Now, this larceny which I mentioned would never have been committed if I had had anything to eat for forty-eight hours after my fortnight was up or anywhere to sleep but a park bench. It is
proudly claimed that a person cannot starve in England; nor can he if he knows the ropes. But if he doesn’t, to what charitable body should he appeal? What story, true or false, will get him
a free bed? How disgusting will it be? I accuse myself now of timidity. I should have asked some fellow sufferer sleeping rough. At least he could have directed me to a pawnshop where I could sell
my respectable suit and buy some filthy old rags to back up my claim to be utterly destitute. I shrank from any such acceptance of fate. My only asset was my appearance of prosperity. I did not fit
into any of the generous nets spread out to catch the needy, although the only possessions I had retained were shaving tackle, a toothbrush and – thank God! – a clothes brush.

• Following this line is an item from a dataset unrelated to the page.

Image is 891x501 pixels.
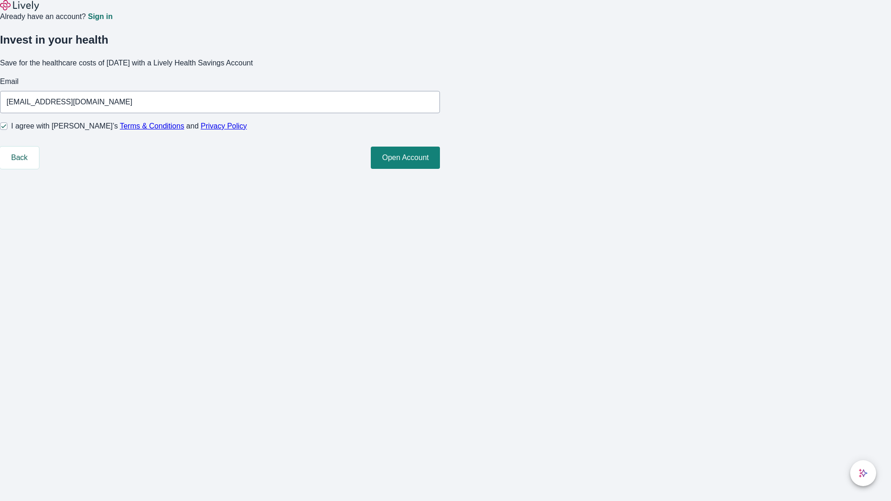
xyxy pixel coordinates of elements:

My clothes were still good enough for me to appear a possible customer, so I entered Harrods and walked aimlessly through the long halls with a vague and desperate idea of finding some shining
counter where samples of exotic food – any kind from fat-free ferret livers to a small carton of camel milk – were handed out gratis. No luck. I wandered on and up in a lift, hunger for
once providing energy, until I arrived in some sort of luxurious coffee lounge, full of well-dressed women. On my way round the cake-and-coffee zone I passed close to a table where sat two of them,
evidently mother and daughter, excitedly chatting away about invitations to dinners and theatre parties which were awaiting the mother who had just flown in from South America. The daughter spoke
English, the mother American with a slight Spanish accent. They had ordered an unnecessary selection of cakes and goodies, so I loitered nearby – looking impatiently over distant tables as if
expecting to find a missing wife – in the hope that they might leave something edible on their table when they got up.